Breaking sibling relationships

2 Samuel 13:10-12, 14

After Solomon’s blessed birth to David and Bathsheba, life in David’s family takes another dark turn — just as God, through Nathan, said it would. The text says one of David’s other sons, Amnon, was in love with his half-sister, Tamar. He hatches a plot to get her alone, where he plans to sleep with her:

Then Amnon said to Tamar, “Bring the food into the chamber, that I may eat from your hand.” And Tamar took the cakes she had made and brought them into the chamber to Amnon her brother. But when she brought them near him to eat, he took hold of her and said to her, “Come, lie with me, my sister.” She answered him, “No, my brother, do not violate me, for such a thing is not done in Israel; do not do this outrageous thing.”

But he would not listen to her, and being stronger than she, he violated her and lay with her. (2 Sam. 10-12,14)

Amnon, tormented by conflicting feelings of love and lust for his sister, develops a plan to get her alone. Once there, he asks her to lie with him. She refuses, and he rapes her. He’s committed an unspeakable act, harming his sister and forever altering sibling relationships in the family. (King David unwittingly facilitates the encounter, our focus for next week.)

Sibling relationships in the family business are often fraught with conflict. In some instances, the unraveling of a relationship is slow, perhaps even unintentional. In many cases, there are key moments, events, or decisions that irrevocably shatter the ties between brothers or sisters. It might be an act of dishonor, harm, or trust-breaking by a family member we expected to be loyal, supportive, and kind. Sadly, it is an event which forever alters the foundation of the sibling pact.

In your generation, or the generation before yours, were there events that caused a break in the sibling relationship? If you have experienced such a break, have you or someone else taken any steps to explore the rebuilding of the relationship?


● Work task:
In the entries below, the word "filled" appears on some lines. Copy each of those lines.

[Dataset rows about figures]
◆ ◆ ◆ ◆ ◆

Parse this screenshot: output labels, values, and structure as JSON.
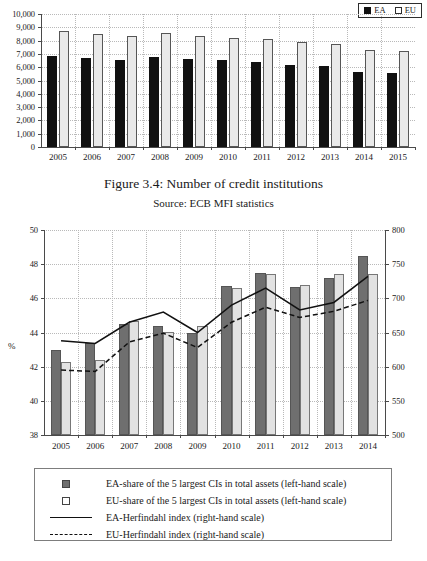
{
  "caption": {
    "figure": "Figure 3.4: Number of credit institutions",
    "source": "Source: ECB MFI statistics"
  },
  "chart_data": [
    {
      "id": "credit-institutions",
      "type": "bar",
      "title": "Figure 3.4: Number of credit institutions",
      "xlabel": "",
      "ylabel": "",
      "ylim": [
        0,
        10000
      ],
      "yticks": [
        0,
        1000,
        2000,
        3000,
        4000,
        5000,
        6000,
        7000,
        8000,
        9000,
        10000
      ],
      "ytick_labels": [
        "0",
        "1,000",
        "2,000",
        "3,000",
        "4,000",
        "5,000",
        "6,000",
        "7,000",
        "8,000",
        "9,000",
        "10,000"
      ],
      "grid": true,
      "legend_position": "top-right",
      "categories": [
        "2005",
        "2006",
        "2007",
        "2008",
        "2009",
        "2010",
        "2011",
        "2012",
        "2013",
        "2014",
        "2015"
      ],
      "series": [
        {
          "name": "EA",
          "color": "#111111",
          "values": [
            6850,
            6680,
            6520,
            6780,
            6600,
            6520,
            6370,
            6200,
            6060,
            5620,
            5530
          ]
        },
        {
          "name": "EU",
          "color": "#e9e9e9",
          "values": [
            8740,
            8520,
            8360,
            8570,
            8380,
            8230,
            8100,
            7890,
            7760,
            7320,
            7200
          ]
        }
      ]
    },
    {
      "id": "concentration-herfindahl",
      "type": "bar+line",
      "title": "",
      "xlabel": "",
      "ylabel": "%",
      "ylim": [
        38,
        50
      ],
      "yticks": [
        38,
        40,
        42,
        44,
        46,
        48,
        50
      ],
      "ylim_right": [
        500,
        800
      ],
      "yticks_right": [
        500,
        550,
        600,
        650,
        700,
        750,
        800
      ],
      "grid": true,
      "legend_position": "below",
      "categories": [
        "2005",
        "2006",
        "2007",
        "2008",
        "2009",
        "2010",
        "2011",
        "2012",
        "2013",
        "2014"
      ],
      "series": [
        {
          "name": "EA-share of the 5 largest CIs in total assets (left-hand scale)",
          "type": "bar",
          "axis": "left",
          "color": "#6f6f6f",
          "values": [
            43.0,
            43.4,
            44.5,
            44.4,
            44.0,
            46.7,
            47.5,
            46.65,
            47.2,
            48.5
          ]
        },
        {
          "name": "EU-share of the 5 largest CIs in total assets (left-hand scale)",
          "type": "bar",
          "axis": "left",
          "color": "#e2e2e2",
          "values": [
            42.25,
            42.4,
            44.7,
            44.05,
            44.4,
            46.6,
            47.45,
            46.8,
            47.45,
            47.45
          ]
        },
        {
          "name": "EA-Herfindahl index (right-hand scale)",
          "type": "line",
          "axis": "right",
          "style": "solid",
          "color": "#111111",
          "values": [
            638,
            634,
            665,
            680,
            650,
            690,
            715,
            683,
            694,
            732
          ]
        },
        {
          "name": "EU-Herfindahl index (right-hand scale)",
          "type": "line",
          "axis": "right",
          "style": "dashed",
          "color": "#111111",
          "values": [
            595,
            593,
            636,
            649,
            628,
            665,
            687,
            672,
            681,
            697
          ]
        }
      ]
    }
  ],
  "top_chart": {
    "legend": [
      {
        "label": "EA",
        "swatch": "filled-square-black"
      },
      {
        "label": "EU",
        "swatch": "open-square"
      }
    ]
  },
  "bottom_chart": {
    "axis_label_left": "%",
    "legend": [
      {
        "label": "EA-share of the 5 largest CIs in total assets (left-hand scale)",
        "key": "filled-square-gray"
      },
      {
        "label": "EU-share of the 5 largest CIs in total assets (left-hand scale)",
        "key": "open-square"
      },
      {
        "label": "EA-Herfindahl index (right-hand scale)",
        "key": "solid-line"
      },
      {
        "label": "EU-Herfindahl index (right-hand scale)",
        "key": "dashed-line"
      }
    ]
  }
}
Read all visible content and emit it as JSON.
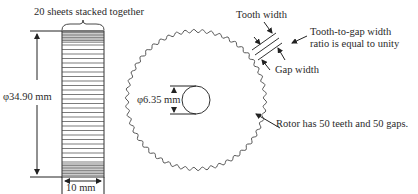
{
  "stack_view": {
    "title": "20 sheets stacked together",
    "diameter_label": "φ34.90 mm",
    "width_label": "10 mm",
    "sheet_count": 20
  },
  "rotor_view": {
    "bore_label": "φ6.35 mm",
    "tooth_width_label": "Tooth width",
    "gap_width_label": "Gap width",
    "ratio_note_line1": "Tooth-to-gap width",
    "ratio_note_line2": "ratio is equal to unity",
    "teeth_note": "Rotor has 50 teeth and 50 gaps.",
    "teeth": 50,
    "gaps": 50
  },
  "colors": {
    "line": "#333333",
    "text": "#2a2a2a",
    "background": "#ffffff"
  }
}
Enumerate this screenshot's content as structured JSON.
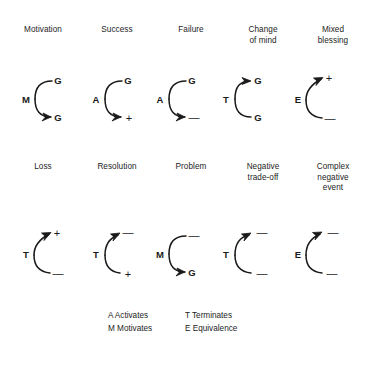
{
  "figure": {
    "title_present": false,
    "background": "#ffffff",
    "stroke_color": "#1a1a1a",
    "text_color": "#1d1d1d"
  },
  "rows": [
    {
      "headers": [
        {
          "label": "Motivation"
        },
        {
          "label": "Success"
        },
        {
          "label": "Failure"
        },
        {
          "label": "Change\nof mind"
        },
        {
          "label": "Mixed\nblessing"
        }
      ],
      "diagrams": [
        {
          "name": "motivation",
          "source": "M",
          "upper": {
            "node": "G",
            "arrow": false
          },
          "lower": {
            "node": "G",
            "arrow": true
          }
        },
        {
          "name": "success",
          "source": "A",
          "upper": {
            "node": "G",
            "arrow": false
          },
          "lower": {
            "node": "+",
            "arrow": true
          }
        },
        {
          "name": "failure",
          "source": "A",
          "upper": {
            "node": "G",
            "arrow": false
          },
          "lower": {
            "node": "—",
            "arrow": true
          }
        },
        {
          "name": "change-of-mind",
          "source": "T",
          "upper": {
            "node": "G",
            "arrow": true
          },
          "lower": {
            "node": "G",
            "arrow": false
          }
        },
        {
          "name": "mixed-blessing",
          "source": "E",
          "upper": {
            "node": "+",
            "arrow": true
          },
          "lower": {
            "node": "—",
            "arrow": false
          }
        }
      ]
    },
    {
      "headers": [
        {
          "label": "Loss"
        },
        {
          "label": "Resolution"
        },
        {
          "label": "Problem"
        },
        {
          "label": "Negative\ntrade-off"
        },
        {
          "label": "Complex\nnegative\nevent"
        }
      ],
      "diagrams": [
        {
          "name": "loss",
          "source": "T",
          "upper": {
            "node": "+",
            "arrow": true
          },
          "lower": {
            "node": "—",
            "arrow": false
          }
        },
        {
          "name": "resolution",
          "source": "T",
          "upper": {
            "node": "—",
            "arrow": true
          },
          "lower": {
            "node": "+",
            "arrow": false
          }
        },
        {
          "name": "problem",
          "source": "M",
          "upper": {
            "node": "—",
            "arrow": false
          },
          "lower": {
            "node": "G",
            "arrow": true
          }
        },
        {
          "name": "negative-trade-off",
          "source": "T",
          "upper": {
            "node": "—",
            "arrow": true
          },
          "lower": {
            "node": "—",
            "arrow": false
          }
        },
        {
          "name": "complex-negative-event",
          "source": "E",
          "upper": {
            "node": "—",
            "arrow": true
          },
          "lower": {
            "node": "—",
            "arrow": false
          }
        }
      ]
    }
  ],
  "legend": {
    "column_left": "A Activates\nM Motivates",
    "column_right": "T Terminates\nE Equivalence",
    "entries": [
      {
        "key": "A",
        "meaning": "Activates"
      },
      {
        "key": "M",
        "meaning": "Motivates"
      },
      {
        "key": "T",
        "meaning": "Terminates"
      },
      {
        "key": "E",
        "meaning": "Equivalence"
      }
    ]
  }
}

◆ ◆ ◆ ◆ ◆

● Written solution:
        "swatch": "filled-square-black"
        "key": "filled-square-gray"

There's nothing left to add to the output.